Every row links to the Pitch slide ID and the Notion source page. Nothing is copied. The agent re-reads both before any rewrite.

A worked workflow

The founder pings the drafter agent: "refresh the seed deck for Thursday." The agent opens the existing Pitch deck via API, pulls the current outline, then walks Notion for the most recent metrics doc. For each slide it proposes a claim, cites the source, and writes a row to the Narrative Brief in Dock. The founder reviews the brief, not the deck. She approves slides 1 through 6, revises slide 7 to use net new ARR, and flags slide 11 for partner review. Only after approval does the agent push edits back into Pitch. The brief, not the slide, is the contract. See the agent collaboration primer.

Why this matters

Pitch decks decay faster than any other founder artifact. Numbers shift weekly. Story shifts monthly. When agents edit slides directly, founders lose the audit trail of which claim came from where. Splitting the brief from the render fixes that. The brief is the durable record. The deck is a view. This is the Cloud 2.0 for product move applied to fundraising. The agent acts under its own agent identity, so every revision is attributable.

Try it

Spin up the Narrative Brief template in Dock, connect Pitch and Notion, and let the drafter agent propose the next refresh. Pair it with the Dock for investors update flow so the same approved claims travel from deck to investor email without a second rewrite. Founder approval is the gate. The agent identity signs the row.

FAQ

Does the agent edit the Pitch deck directly? Only after a founder approves the row in Dock. The agent writes the claim and source to Dock first, waits for the decision column to flip to approved, then pushes the edit to Pitch via API. DocSend's product surface tracks who viewed which version on the investor side, which closes the loop.

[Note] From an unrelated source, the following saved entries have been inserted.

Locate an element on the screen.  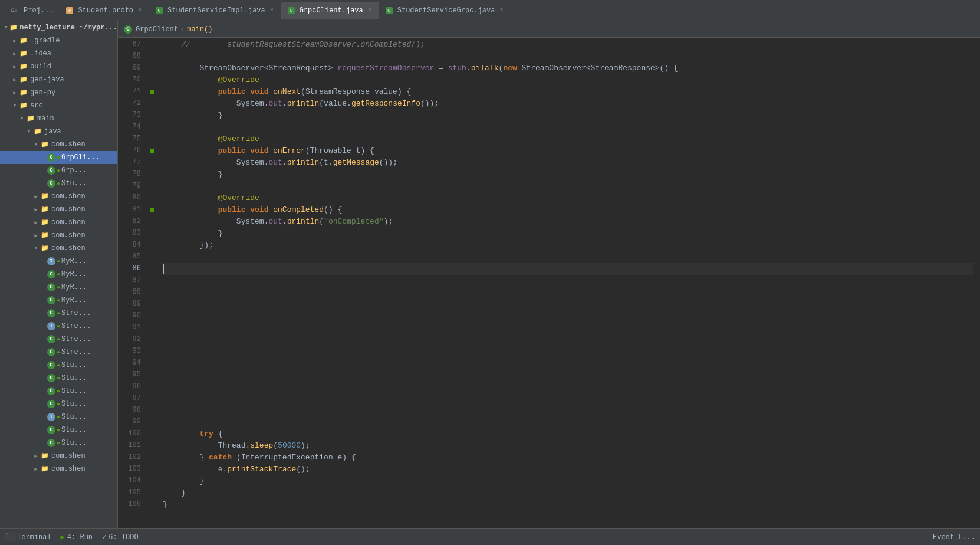
terminal-button: ⬛ Terminal is located at coordinates (28, 537).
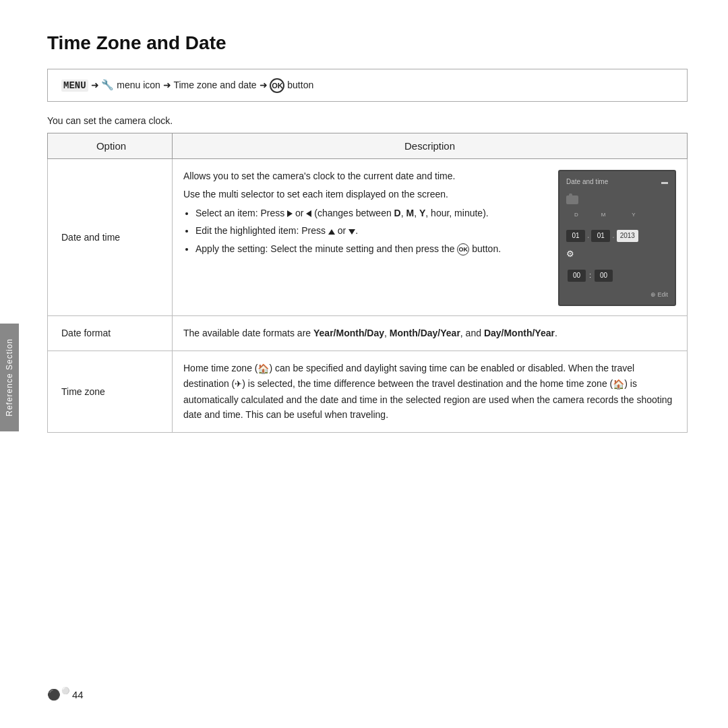 This screenshot has height=728, width=728. What do you see at coordinates (613, 236) in the screenshot?
I see `dot2: .` at bounding box center [613, 236].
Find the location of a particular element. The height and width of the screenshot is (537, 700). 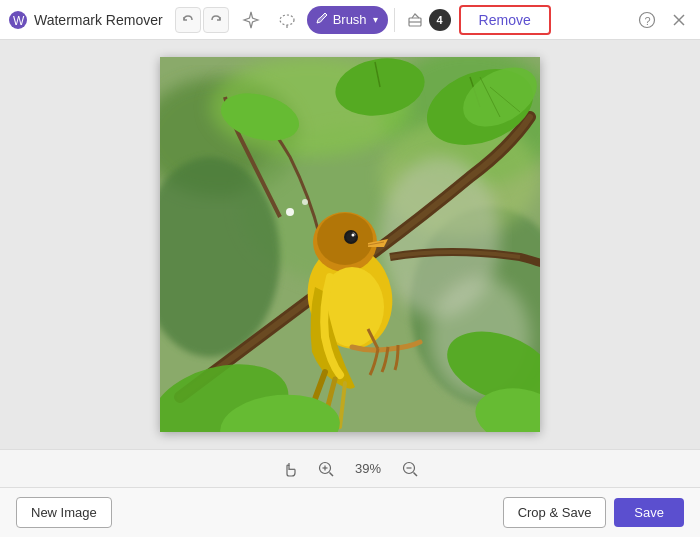

hand-tool-button is located at coordinates (290, 469).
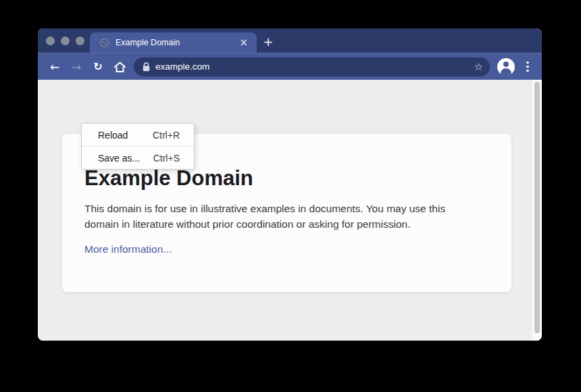  What do you see at coordinates (290, 41) in the screenshot?
I see `titlebar: Example Domain × +` at bounding box center [290, 41].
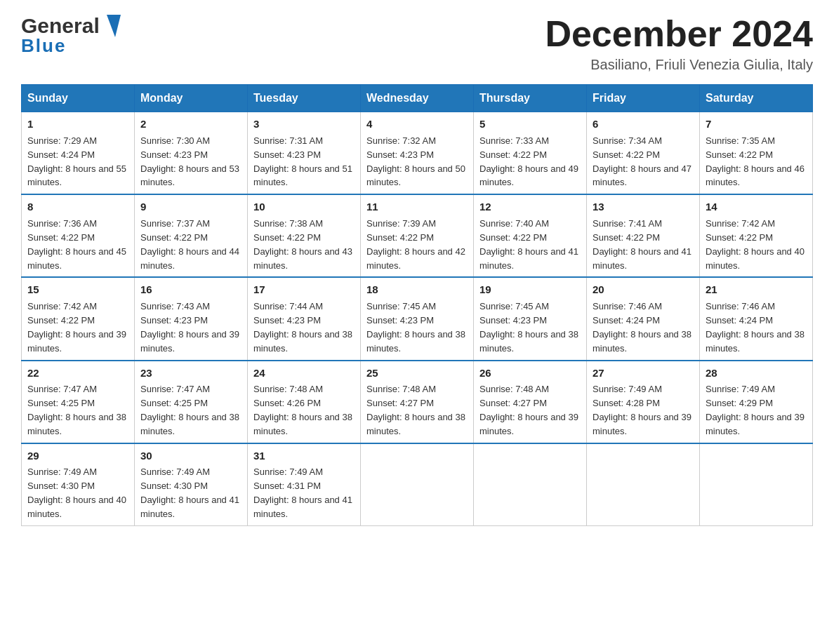 Image resolution: width=834 pixels, height=644 pixels. Describe the element at coordinates (628, 140) in the screenshot. I see `day-sunrise: Sunrise: 7:34 AM` at that location.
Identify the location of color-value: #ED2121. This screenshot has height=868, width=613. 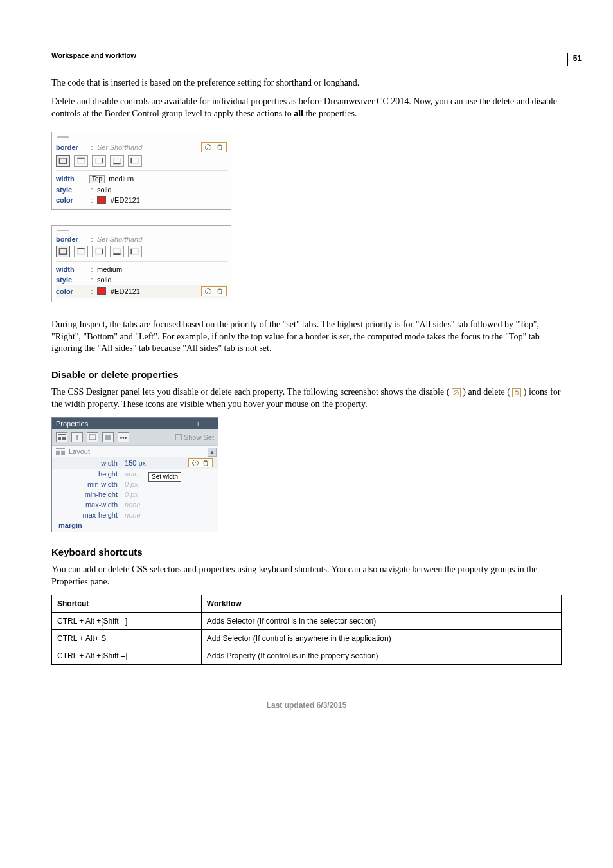
(125, 200).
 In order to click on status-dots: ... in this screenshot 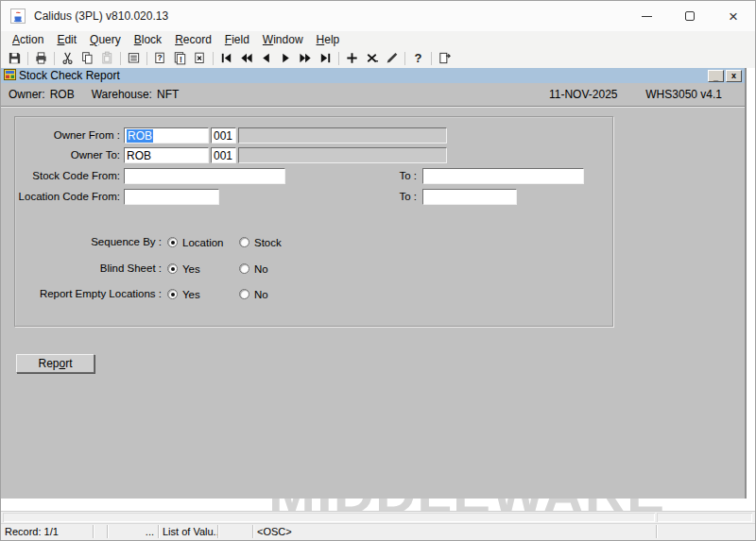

Where does the source data live? In Notion, Pitch, Stripe, and any other platform the founder already uses. Dock never duplicates the underlying record. It stores a pointer, the agent's interpretation, and the founder's call.

What if the founder wants to edit a slide manually? She edits in Pitch directly. The next agent run reads the updated slide, notices the drift from the brief, and writes a reconciliation row asking whether to update the brief or revert the slide.

Can multiple agents work on the same deck? Yes. Each row records which agent identity drafted it. A research agent can propose traction claims while a positioning agent proposes problem framing, and the founder approves row by row.